What do you want from your life?

note and glasses on left, sandals on right,work life integration

 

If asked the question “so what do you actually want?” most of us feel that we really ought to be able to answer, but can’t.  Coach Susie Kendall looks at how to find what you really want.

If asked the question “so what do you actually want?” most of us feel that we really ought to be able to answer, but can’t. We might be able to rattle off a load of stuff off the top of our head, but few could come up with a clear, confident, deliberately constructed answer.

We are so busy just getting through all our jobs that we rarely, if ever, stop to work out if we’re heading in the right direction. And trying to work out what we actually want can be surprisingly difficult and overwhelming. But wouldn’t it be great if we could?

The important thing is to get beyond the “Prada handbag, a huge house and a really nice boss” type response to see what lies beneath.  To discover what lies within our hearts rather than what comes off the top of our heads.

So I want to focus in this article on creating the right head space in order to work out what you want. To raise awareness of the fog that often clouds our true thoughts and desires and how to clear it to make space for our own, personal vision of what we want our lives to be like.

Both consciously and subconsciously, a lot of us spend a lot of our time wishing we had certain things, wishing we were someone else, or doing something else or being somewhere else. We are aware of what we think we desire but there are so many constantly changing messages going around in our heads that we don’t really know what, deep in our core, we really want for ourselves, in our lives.

In Alain de Botton’s book, ‘Status Anxiety’ he identifies, historically, what has happened to us as a Western society to make us believe that so much is possible, and to desire so much. Up until the 17th century, there was no way of ‘moving up in the world’. If you were born poor with no chance for education and ‘betterment’, then that was your lot. By the 20th century we were living in the land of opportunity, in which we are all able to believe that anything is possible.

Now this is all fantastic, and aren’t we lucky? Yes and no – as de Botton suggests that this world of possibility has encouraged us setting our expectations too high with resulting dissatisfaction with what we’ve got and disappointment for not managing to achieve all those things we are made to believe we can.

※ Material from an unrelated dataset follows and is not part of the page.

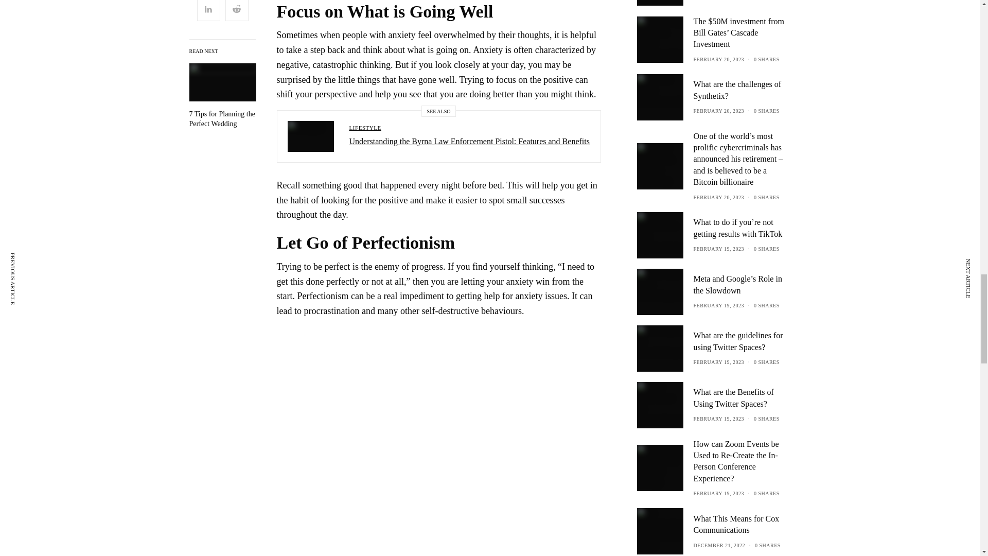  What do you see at coordinates (222, 118) in the screenshot?
I see `Anxiety Issues? 6 Ways to Get Help` at bounding box center [222, 118].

The root of much of this dissatisfaction is that we tend to look outside to identify what we want, rather than inside.  We see other people who we consider to be the same as us having more, and although we sometimes feel inspired, we often feel envious, inadequate, frustrated and fed-up.

If only we could live by Carl Jung’s words of wisdom: “Who looks outside, dreams; who looks inside, awakes”.  If we work out who we are as individuals and what we want for ourselves based on our own unique set of values, we have the route to fulfilment.

So how do I work it out?

All this implies that some of us may be looking in the wrong place to work out what we want. If we could only get to know ourselves a little better – what makes us tick, and what would make us tick louder….

So our starting point is to focus on ourselves and our own lives. Acknowledge that you are a unique individual and only you know what you want.

And here’s the good news:

– You do know the answer

It is never too late to do something about it, and

No-one is judging you.

So then it’s all about continuing to create the right headspace. Think about how many external messages you are bombarded with on a daily basis. From our computers, billboards, the television and from other people. And how many of those are trying to get us to do something or think something for their own benefit? And how often do we fall for it?

How much does this distract us from focusing on what is right for us? How much does it distort what we think we want for ourselves?

Now I don’t mean to be a miserable old cynic, but the point is that we need to silence external stimulus as much as possible in order to be able to focus deeply on who we are and therefore what we truly want.

Create your own mini retreat

Think about what stops you having clarity of thought and prevents you thinking for yourself. What does your fog consist of? Is it certain people, your Blackberry, Facebook, magazines, the television?

What do you need to do to create the silence you need to reflect on the life you want to lead? When can you do this? When will you do this?

Allowing your mind to filter in only personal thoughts, where you get to know yourself and your desires in intimate detail, creates the environment for you to build the vision of your future with everything that you want in it.

Susie Kendall is a former solicitor who retrained as a coach. For more information, visit www.youblossom.co.uk, and see Susie’s blog. Susie is currently writing a book ‘Singing on the School Run’, a coaching book to help mums to retain a sense of their own identity and to stay confident in those difficult early years of motherhood.